When to AVOID runtime CSS-in-JS (styled-components, Emotion)

These were dominant 2018–2022. In 2026 they’re declining because:

  1. Incompatible with React Server Components — they need a client runtime to inject styles, but Server Components don’t have one.
  2. Bundle cost — the runtime ships ~20–40KB of CSS engine to every page.
  3. SSR complexity — getting hydration right requires careful library-specific setup.
  4. Build-time CSS-in-JS alternatives exist — Vanilla Extract, Linaria, Panda CSS — that solve the problems but they’re niche.

If you’re already on styled-components: it still works. The migration cost to Tailwind for a large codebase is real. Stay put unless you’re hitting the RSC limitations.

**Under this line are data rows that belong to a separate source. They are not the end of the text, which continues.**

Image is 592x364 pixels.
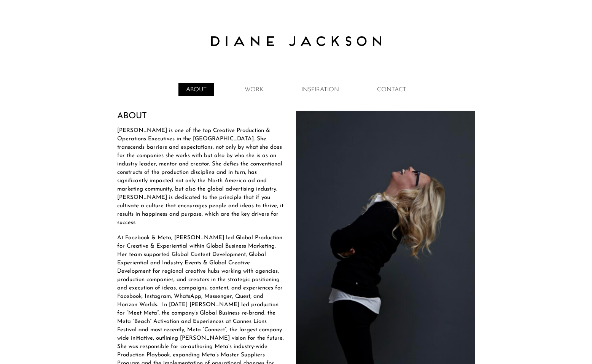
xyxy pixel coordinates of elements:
p: [PERSON_NAME] is one of the top Creative Production & Operations Executives in the [GEOGRAPHIC_DA... [117,127,474,227]
img: Diane Jackson [201,24,391,59]
a: ABOUT [178,83,214,96]
h3: ABOUT [117,111,474,122]
a: WORK [237,83,271,96]
a: CONTACT [369,83,414,96]
a: INSPIRATION [294,83,347,96]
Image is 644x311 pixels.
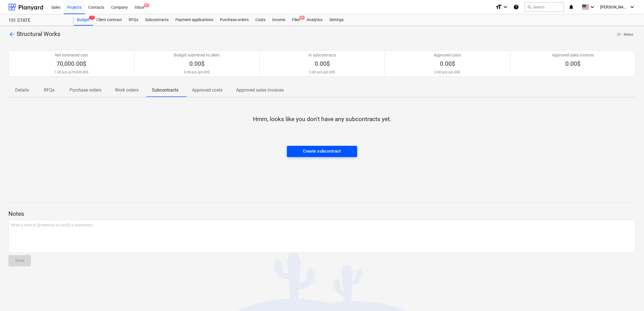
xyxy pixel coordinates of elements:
i: Knowledge base [513,4,519,10]
button: Search [524,2,564,12]
div: 151 STATE [9,18,67,23]
p: Notes [9,210,635,218]
span: 0.00$ [440,60,455,67]
i: keyboard_arrow_down [589,4,596,10]
i: keyboard_arrow_down [629,4,635,10]
span: notes [616,32,622,37]
span: [PERSON_NAME] [600,5,628,9]
div: Files [289,14,303,25]
span: 1 [89,16,94,20]
a: Purchase orders [217,14,252,25]
span: 0.00$ [189,60,205,67]
span: search [527,5,532,9]
a: Payment applications [172,14,217,25]
p: Approved sales invoices [236,87,284,94]
a: Costs [252,14,269,25]
p: Hmm, looks like you don't have any subcontracts yet. [253,115,391,123]
span: 70,000.00$ [57,60,86,67]
p: Net estimated cost [55,52,88,58]
p: RFQs [43,87,56,94]
p: In subcontracts [308,52,336,58]
p: Work orders [115,87,139,94]
p: 0.00 pcs @ 0.00$ [435,70,460,75]
i: keyboard_arrow_down [502,4,509,10]
p: 0.00 pcs @ 0.00$ [309,70,335,75]
button: Create subcontract [287,146,357,157]
p: Subcontracts [152,87,178,94]
p: Approved costs [192,87,223,94]
p: Budget submitted to client [174,52,220,58]
span: 9+ [144,3,149,7]
span: Notes [616,31,634,38]
span: arrow_back [9,31,15,38]
a: Client contract [93,14,125,25]
span: Structural Works [17,31,60,38]
a: Subcontracts [142,14,172,25]
a: Analytics [303,14,326,25]
i: notifications [568,4,574,10]
a: Budget1 [73,14,93,25]
a: RFQs [125,14,142,25]
p: 1.00 pcs @ 70,000.00$ [54,70,88,75]
a: Settings [326,14,347,25]
p: Approved costs [434,52,461,58]
p: 0.00 pcs @ 0.00$ [184,70,210,75]
div: Budget [73,14,93,25]
button: Notes [614,30,635,39]
iframe: Chat Widget [616,284,644,311]
span: 9+ [299,16,305,20]
span: 0.00$ [565,60,580,67]
a: Files9+ [289,14,303,25]
p: Purchase orders [70,87,101,94]
p: Approved sales invoices [552,52,593,58]
div: Create subcontract [303,147,341,155]
a: Income [269,14,289,25]
p: Details [15,87,29,94]
span: 0.00$ [315,60,330,67]
i: format_size [495,4,502,10]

For new projects: skip it. Tailwind covers the use cases without the cost.


Hybrid is normal

A typical Next.js app uses multiple approaches:

  • globals.css — design tokens, body defaults, the dark class behavior
  • Tailwind utilities — 95% of component styling
  • Inline style={{}} — rare one-off computed styles (style={{ '--progress': ${pct}% }})
  • CSS variables — for runtime theming where Tailwind config wouldn’t reach

This is fine. No project should be 100% one approach.


What if I’ve already chosen?

“I’m on styled-components and want to migrate to Tailwind”: big project. Migrate gradually: install Tailwind alongside; new components use Tailwind; existing components migrate when touched. Expect 6+ months for a full conversion on a large codebase.

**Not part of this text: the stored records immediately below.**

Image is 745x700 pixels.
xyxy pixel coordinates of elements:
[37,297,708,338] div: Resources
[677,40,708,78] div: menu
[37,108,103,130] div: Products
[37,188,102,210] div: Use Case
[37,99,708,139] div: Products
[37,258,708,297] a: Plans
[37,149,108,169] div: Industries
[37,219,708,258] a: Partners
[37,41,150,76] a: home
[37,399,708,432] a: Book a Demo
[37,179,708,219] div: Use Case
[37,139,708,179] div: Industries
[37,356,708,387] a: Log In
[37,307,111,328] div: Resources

“I started with plain CSS and want to add Tailwind”: install Tailwind, configure content to scan your files. You can use both side-by-side from day one. Migrate at your pace.

“I started with Tailwind and find it ugly in JSX”: the verbose class strings are real. Solutions: extract components for reused patterns (<Button>), use the tailwind-merge library to dedupe at runtime, or just accept it — most developers report the friction fades after a week.

“My team wants CSS Modules; I want Tailwind”: use both. CSS Modules for the components someone wrote that way; Tailwind for new work. Coexist.